Hurricane Lili loses its sting but forces NASA shutdown
The storm shut down the regionâs resort towns, all 12 of Mississippiâs Gulf Coast casinos, NASAâs Mission Control in Houston and the nationâs biggest oil import terminal.
President Bush declared Louisiana a disaster area, setting the stage for a variety of federal aid. Federal Emergency Management Agency director Joe Allbaugh was on his way to Louisiana.
By daybreak, Lili had surprisingly weakened to a category two storm, with top winds of 100mph. At midday winds were down to 75mph, barely a hurricane. That was a big relief to forecasters and Gulf Coast residents who went through Tropical Storm Isidore just a week earlier and had braced for a Category four storm.
âIâm the happiest person on the face of the Earth to see this go down from a very powerful category four hurricane with sustained winds of over 140mph,â said Max Mayfield, director of the National Hurricane Centre in Miami.
The storm moved over Marsh Island about 8am then pressed north-ward to the mainland. Mayfield said it would be into north-western Mississippi by Friday morning. By noon Thursday, it was centred 30 miles west-northwest of New Iberia, headed inland at 16mph.
In New Iberia, Taylor Jackson, a 19-year-old University of Louisiana Monroe meteorology student, said he and three friends had driven down overnight in hope of seeing the eye.
âActually, I was kind of hoping for the 145mphâ, said Jackson, standing with his arms outstretched and letting the gusts catch his green windbreaker.
Mayfield said Lili would be down to a minimal tropical storm by the end of the day with 39mph winds.
Still, it was a powerful storm, with gusts as high as 92mph in New Iberia, sending pieces of metal flying into the air, felling tree limbs and blowing down a 50-ft sign at the Holiday Inn.
Hurricane winds extended about 70 miles from the eye and were predicted to stay that strong up to 100 miles inland. The entire area also was under tornado warning.
Had Lili remained a category four it could have been the worst hurricane to hit the Louisiana coast since at least the mid-1940s, with a life-threatening storm surge predicted at up to 25ft. Such a surge could have put 15ft of water in some towns and up to 8ft of water in Abbeville, 20 miles inland.
Scattered power failures affecting an estimated 137,000 utility customers were reported across the coast as the wind and rain increased. Phones were out in Lafayette Parish.
Lili arrived in Louisiana less than a week after Isidore dumped more than 20in of rain and caused $100m in flood damage.
About 143,000 people in Louisiana and 330,000 in Texas were advised to leave some for the second time in days. On Thursday the evacuation advisories in the Texas counties were lifted.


▶ Exercise description:
Where a line of the data below has the string "building", copy that line.
Exercise data below:
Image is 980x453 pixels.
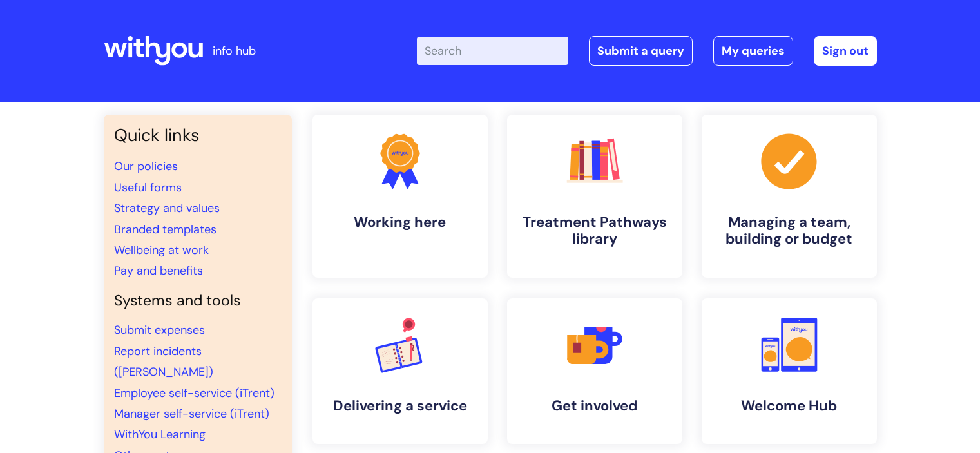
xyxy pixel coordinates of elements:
[323,214,477,230] h4: Working here
[517,398,672,414] h4: Get involved
[114,385,274,401] a: Employee self-service (iTrent)
[312,115,488,278] a: Working here
[114,125,282,146] h3: Quick links
[507,298,682,443] a: Get involved
[114,292,282,310] h4: Systems and tools
[417,36,877,66] div: | -
[114,405,269,421] a: Manager self-service (iTrent)
[114,200,220,216] a: Strategy and values
[712,214,866,248] h4: Managing a team, building or budget
[814,36,877,66] a: Sign out
[114,242,209,258] a: Wellbeing at work
[114,158,178,174] a: Our policies
[312,298,488,443] a: Delivering a service
[323,398,477,414] h4: Delivering a service
[114,427,205,441] a: WithYou Learning
[589,36,692,66] a: Submit a query
[701,115,877,278] a: Managing a team, building or budget
[114,262,203,278] a: Pay and benefits
[114,322,205,337] a: Submit expenses
[712,398,866,414] h4: Welcome Hub
[517,214,672,248] h4: Treatment Pathways library
[713,36,793,66] a: My queries
[114,180,182,195] a: Useful forms
[114,222,217,237] a: Branded templates
[417,37,568,65] input: Search
[114,343,213,379] a: Report incidents ([PERSON_NAME])
[213,41,256,61] p: info hub
[701,298,877,443] a: Welcome Hub
[507,115,682,278] a: Treatment Pathways library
End of Exercise data.
▶ Exercise solution:
[712,214,866,248] h4: Managing a team, building or budget
[701,115,877,278] a: Managing a team, building or budget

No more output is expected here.